The latest in my deployment-caused frustrations is CouchDB. I have a few use cases that I think CouchDB would be perfect for and it would save me heaps of development effort and headaches. The trouble is, while CouchDB may be of the web, it really isn’t of the enterprise IT architecture.
That’s not to say it wouldn’t fit in perfectly well. It’s not to say there’s anything wrong with CouchDB. It doesn’t even mean that it would be hard to deploy or hard to maintain or anything to do with CouchDB at all. It’s just not part of the enterprise plan for “stuff we put on our servers”. Database stuff goes in Oracle or DB2 and we really don’t need a second database instance running. The fact that CouchDB is an entirely different type of database and has completely different strengths and weaknesses making it perfect for this particular use case doesn’t get a hearing.
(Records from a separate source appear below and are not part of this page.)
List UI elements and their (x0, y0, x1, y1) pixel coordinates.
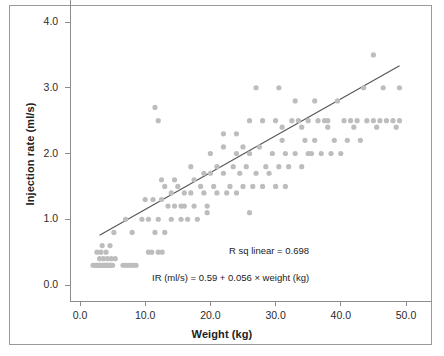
data-point (364, 118, 369, 123)
data-point (338, 151, 343, 156)
data-point (172, 204, 177, 209)
data-point (247, 210, 252, 215)
data-point (160, 250, 165, 255)
data-point (214, 190, 219, 195)
data-point (110, 263, 115, 268)
data-point (328, 151, 333, 156)
data-point (169, 190, 174, 195)
data-point (276, 164, 281, 169)
data-point (306, 118, 311, 123)
data-point (351, 125, 356, 130)
data-point (111, 230, 116, 235)
data-point (253, 85, 258, 90)
data-point (332, 138, 337, 143)
data-point (289, 118, 294, 123)
data-points-group (90, 52, 402, 268)
data-point (296, 118, 301, 123)
data-point (286, 164, 291, 169)
data-point (299, 125, 304, 130)
data-point (150, 197, 155, 202)
data-point (355, 118, 360, 123)
y-tick-label: 3.0 (18, 81, 58, 93)
data-point (325, 125, 330, 130)
data-point (273, 118, 278, 123)
data-point (133, 263, 138, 268)
data-point (319, 151, 324, 156)
data-point (335, 98, 340, 103)
data-point (175, 184, 180, 189)
data-point (361, 85, 366, 90)
x-tick-label: 40.0 (316, 309, 366, 321)
data-point (283, 151, 288, 156)
data-point (156, 118, 161, 123)
data-point (394, 125, 399, 130)
data-point (208, 151, 213, 156)
data-point (250, 184, 255, 189)
data-point (159, 197, 164, 202)
data-point (247, 151, 252, 156)
data-point (221, 171, 226, 176)
data-point (123, 217, 128, 222)
scatter-plot-figure: Injection rate (ml/s) Weight (kg) R sq l… (0, 0, 444, 356)
data-point (322, 118, 327, 123)
data-point (211, 184, 216, 189)
data-point (221, 144, 226, 149)
data-point (195, 217, 200, 222)
data-point (234, 190, 239, 195)
data-point (260, 184, 265, 189)
data-point (130, 230, 135, 235)
y-tick-label: 4.0 (18, 15, 58, 27)
data-point (169, 217, 174, 222)
data-point (172, 177, 177, 182)
data-point (280, 138, 285, 143)
x-tick-label: 0.0 (55, 309, 105, 321)
data-point (188, 164, 193, 169)
data-point (234, 151, 239, 156)
data-point (234, 131, 239, 136)
data-point (146, 217, 151, 222)
data-point (283, 184, 288, 189)
data-point (149, 250, 154, 255)
data-point (390, 118, 395, 123)
data-point (257, 144, 262, 149)
plot-canvas (0, 0, 444, 356)
regression-fit-line (100, 66, 400, 235)
data-point (221, 131, 226, 136)
data-point (162, 230, 167, 235)
data-point (247, 118, 252, 123)
y-tick-label: 2.0 (18, 147, 58, 159)
data-point (345, 138, 350, 143)
data-point (312, 98, 317, 103)
y-tick-label: 1.0 (18, 212, 58, 224)
data-point (205, 210, 210, 215)
data-point (371, 118, 376, 123)
data-point (253, 171, 258, 176)
data-point (299, 164, 304, 169)
data-point (100, 243, 105, 248)
data-point (178, 217, 183, 222)
data-point (201, 190, 206, 195)
data-point (397, 85, 402, 90)
data-point (244, 164, 249, 169)
data-point (198, 184, 203, 189)
data-point (152, 230, 157, 235)
data-point (371, 52, 376, 57)
regression-equation-annotation: IR (ml/s) = 0.59 + 0.056 × weight (kg) (152, 272, 309, 283)
data-point (152, 105, 157, 110)
data-point (266, 171, 271, 176)
data-point (374, 125, 379, 130)
data-point (143, 197, 148, 202)
data-point (182, 190, 187, 195)
data-point (384, 118, 389, 123)
data-point (165, 204, 170, 209)
data-point (381, 85, 386, 90)
data-point (293, 98, 298, 103)
x-tick-label: 30.0 (251, 309, 301, 321)
data-point (227, 184, 232, 189)
data-point (107, 243, 112, 248)
data-point (139, 217, 144, 222)
x-tick-label: 10.0 (120, 309, 170, 321)
data-point (358, 138, 363, 143)
data-point (240, 144, 245, 149)
data-point (237, 171, 242, 176)
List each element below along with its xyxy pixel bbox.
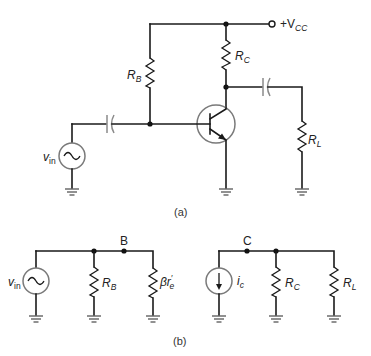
circuit-diagram: +VCC RB RC RL [0,0,371,356]
rc-resistor [272,267,280,297]
ground-icon [65,189,79,195]
rb-label: RB [102,276,117,292]
rl-resistor [298,121,306,152]
rl-resistor [330,267,338,297]
output-wire-right [268,87,302,121]
ground-icon [219,189,233,195]
ic-label: ic [237,274,245,290]
rc-label: RC [285,276,301,292]
rb-label: RB [127,68,142,84]
node-b-dot [121,248,126,253]
node-b-label: B [120,234,128,248]
ground-icon [295,189,309,195]
ground-icon [146,316,160,322]
node-c-dot [244,248,249,253]
vcc-label: +VCC [280,17,308,33]
ground-icon [87,316,101,322]
vin-label: vin [8,275,21,291]
part-a-circuit: +VCC RB RC RL [43,17,322,218]
beta-re-resistor [149,268,157,298]
vcc-terminal [269,21,275,27]
caption-b: (b) [173,335,186,347]
rc-label: RC [235,49,251,65]
ground-icon [327,316,341,322]
rl-label: RL [308,133,322,149]
part-b-base-circuit: B vin RB βr′e [8,234,174,322]
rc-resistor [222,40,230,70]
node-c-label: C [243,234,252,248]
vin-label: vin [43,150,56,166]
rb-resistor [90,267,98,297]
part-b-collector-circuit: C ic RC RL [206,234,357,322]
rb-resistor [146,58,154,88]
ground-icon [212,316,226,322]
rl-label: RL [343,276,357,292]
ground-icon [269,316,283,322]
ground-icon [29,316,43,322]
beta-re-label: βr′e [159,273,174,291]
caption-a: (a) [174,206,187,218]
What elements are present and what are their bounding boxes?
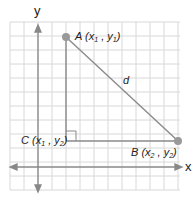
right-angle-marker (66, 131, 76, 141)
point-a-label: A (x1 , y1) (74, 30, 121, 43)
coordinate-diagram: y x A (x1 , y1) C (x1 , y2) B (x2 , y2) … (0, 0, 195, 200)
distance-label: d (123, 74, 130, 86)
y-axis-label: y (34, 3, 41, 18)
grid (10, 22, 180, 190)
point-c-label: C (x1 , y2) (21, 134, 68, 147)
x-axis (10, 164, 182, 170)
point-b (174, 137, 182, 145)
x-axis-label: x (185, 159, 192, 174)
point-a (62, 33, 70, 41)
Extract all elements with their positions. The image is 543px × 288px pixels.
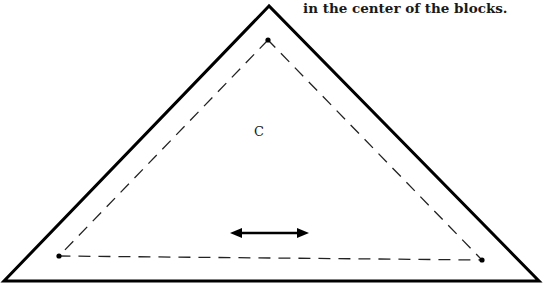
seam-dot-apex xyxy=(265,37,270,42)
instruction-caption: in the center of the blocks. xyxy=(303,0,508,16)
grain-arrow-icon xyxy=(230,228,309,238)
seam-line-triangle xyxy=(59,40,482,260)
seam-dot-left xyxy=(56,253,61,258)
piece-label: C xyxy=(254,124,264,139)
cutting-line-triangle xyxy=(4,6,539,281)
template-diagram xyxy=(0,0,543,288)
seam-dot-right xyxy=(479,257,484,262)
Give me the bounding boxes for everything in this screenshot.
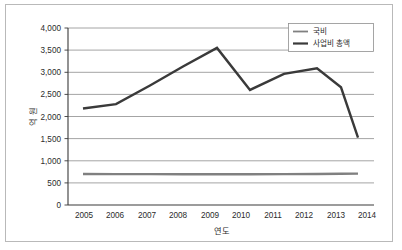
series-line-total: [83, 48, 358, 138]
y-tick-label-3500: 3,500: [41, 46, 62, 55]
legend-label-total: 사업비 총액: [313, 38, 350, 48]
x-tick-label-2008: 2008: [169, 211, 188, 220]
line-chart: 4,000 3,500 3,000 2,500 2,000 1,500 1,00…: [0, 0, 402, 250]
y-axis-title: 억 원: [28, 107, 38, 125]
y-tick-label-2500: 2,500: [41, 90, 62, 99]
y-tick-label-500: 500: [47, 179, 61, 188]
chart-container: 4,000 3,500 3,000 2,500 2,000 1,500 1,00…: [0, 0, 402, 250]
x-axis-title: 연도: [214, 227, 230, 236]
x-tick-label-2005: 2005: [75, 211, 94, 220]
x-tick-label-2014: 2014: [358, 211, 377, 220]
chart-legend: 국비 사업비 총액: [289, 24, 374, 52]
legend-label-gukbi: 국비: [313, 27, 327, 36]
x-tick-label-2013: 2013: [327, 211, 346, 220]
x-tick-label-2011: 2011: [264, 211, 282, 220]
x-tick-label-2009: 2009: [201, 211, 220, 220]
y-tick-label-2000: 2,000: [41, 113, 62, 122]
y-tick-label-4000: 4,000: [41, 24, 62, 33]
y-tick-label-0: 0: [56, 201, 61, 210]
series-line-gukbi: [83, 174, 358, 175]
x-tick-label-2012: 2012: [295, 211, 314, 220]
x-axis-tick-labels: 2005 2006 2007 2008 2009 2010 2011 2012 …: [75, 211, 377, 220]
y-tick-label-1000: 1,000: [41, 157, 62, 166]
x-tick-label-2007: 2007: [138, 211, 157, 220]
y-tick-label-3000: 3,000: [41, 68, 62, 77]
x-tick-label-2006: 2006: [106, 211, 125, 220]
y-axis-tick-labels: 4,000 3,500 3,000 2,500 2,000 1,500 1,00…: [41, 24, 62, 210]
y-tick-label-1500: 1,500: [41, 135, 62, 144]
x-tick-label-2010: 2010: [232, 211, 251, 220]
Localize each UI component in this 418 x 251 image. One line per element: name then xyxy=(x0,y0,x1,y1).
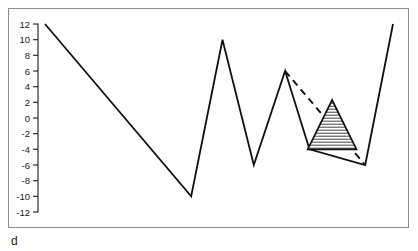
y-tick-label: -6 xyxy=(22,160,30,171)
figure-frame xyxy=(9,9,409,228)
y-tick-label: -4 xyxy=(22,144,30,155)
y-tick-label: 6 xyxy=(25,66,30,77)
y-tick-label: -12 xyxy=(16,207,30,218)
y-axis-tick-labels: 12 10 8 6 4 2 0 -2 -4 -6 -8 -10 -12 xyxy=(16,19,30,218)
y-tick-label: 12 xyxy=(19,19,30,30)
data-series-line xyxy=(45,24,393,196)
y-tick-label: -8 xyxy=(22,175,30,186)
figure-root: 12 10 8 6 4 2 0 -2 -4 -6 -8 -10 -12 d xyxy=(0,0,418,251)
y-tick-label: -10 xyxy=(16,191,30,202)
hatched-triangle-annotation xyxy=(308,100,357,149)
y-tick-label: 2 xyxy=(25,97,30,108)
y-tick-label: 4 xyxy=(25,81,30,92)
y-tick-label: -2 xyxy=(22,128,30,139)
y-tick-label: 10 xyxy=(19,34,30,45)
y-axis xyxy=(33,24,38,212)
panel-label: d xyxy=(11,234,18,248)
y-tick-label: 0 xyxy=(25,113,30,124)
zigzag-line-chart: 12 10 8 6 4 2 0 -2 -4 -6 -8 -10 -12 d xyxy=(0,0,418,251)
y-tick-label: 8 xyxy=(25,50,30,61)
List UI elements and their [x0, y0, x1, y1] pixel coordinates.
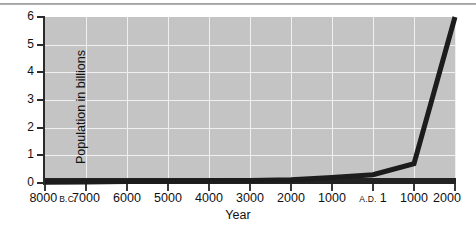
population-growth-chart: 0123456 8000B.C.700060005000400030002000…: [0, 0, 476, 228]
population-line: [45, 17, 455, 182]
series-layer: [0, 0, 476, 228]
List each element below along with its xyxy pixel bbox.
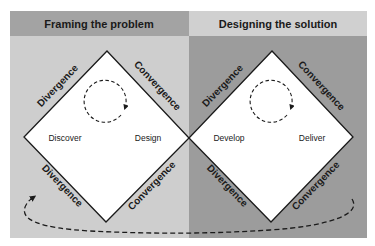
double-diamond-diagram: Framing the problem Designing the soluti… xyxy=(0,0,375,246)
phase-title: Designing the solution xyxy=(219,18,338,30)
phase-title: Framing the problem xyxy=(44,18,154,30)
stage-label-develop: Develop xyxy=(213,133,244,143)
stage-label-design: Design xyxy=(135,133,162,143)
stage-label-discover: Discover xyxy=(48,133,81,143)
stage-label-deliver: Deliver xyxy=(299,133,326,143)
When you have big enterprise as your clients, the cool toys always seem just out of reach1.
I’d wish that I worked in an environment that was more relaxed and we could deploy tons of different systems based on what was the best fit for this particular job, except that I have that problem within Ephox and it’s not so much fun either.
1 – like Java versions above 1.4…↩
SteveL says:
-Looks like you need better deployment tooling. Deployment is only something to hate if you do it by hand.
Incidentally, Manning are looking for reviewers of CouchDB in Action. If you want to be a reviewer of this and do have time to spare to read the first drafts next week, drop me a note and I will connect you up with the publishers.
Adrian Sutton says:
It’s not so much me that’s deploying it but clients. The real problem is convincing them that it’s “safe” to deploy.
Jon says:
Shouldn’t you be saying that you hate working for large corporations instead? =)
Adrian Sutton says:
I don’t work for a large corporation – I have large corporations as clients.